Joined: Wed Feb 13, 2008 9:44 am Posts: 3539 Location: England Gender: Female
turned2black wrote:
I have been on a spiritual "quest" for some years now. I really, really want to believe in something, anything. I have many christian friends that I truly respect and love that seem to have this depth to them that I don't have. That "depth" is spirituality. They have a quite reserve and calmness to them that is something to be admired. My mother is a Buddhist that attends Unitarian Universal meetings and after decades of soul searching, has really seemed to find an inner peace. I have many Mormon friends that I have respect for and even though I don't agree with the politics, most of them seem to have an inner peace that I just don't have.
Then my father died and I realized that he, like me, always seemed to be searching. And then it dawned on me, searching for the truth is a kind of spirituality. The search for meaning is what it is to be human and maybe us agnostics/searchers are really the most spiritual people on Earth. Maybe these people that have found "inner peace" or the "holy ghost" have really just given up or have let fear taken over. It would be a lot easier for me to believe in God, then to know that when I die, that's it. I won't see my family in the "afterlife."
So I have come to realize that this "depth" that religious people seem to have, the thing that makes them seem so stoic and full of inner peace, is really just emptiness. A void in their quest for knowledge.

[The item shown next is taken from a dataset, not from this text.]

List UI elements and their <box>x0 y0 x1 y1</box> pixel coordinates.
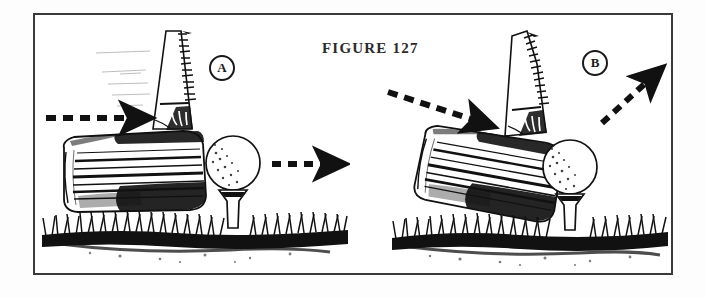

None of this is to say that agnostics are better than religious people. I just think that this void - the void that allows really smart people to believe in god - is a built-in defense mechanism that allows people to get on with their lives.
I didn't sleep much last night...
I don't think its fair to say it's a void, that's just your interpretation. I gather spritual people would disagree about there being a void. That's all, surely?
pure atheism seems to rely on a belief that we can quantify the unknown and unknowable so its almost as absurd as religious belief IMO, but definitions of atheism and what a God could be seem to vary from person to person.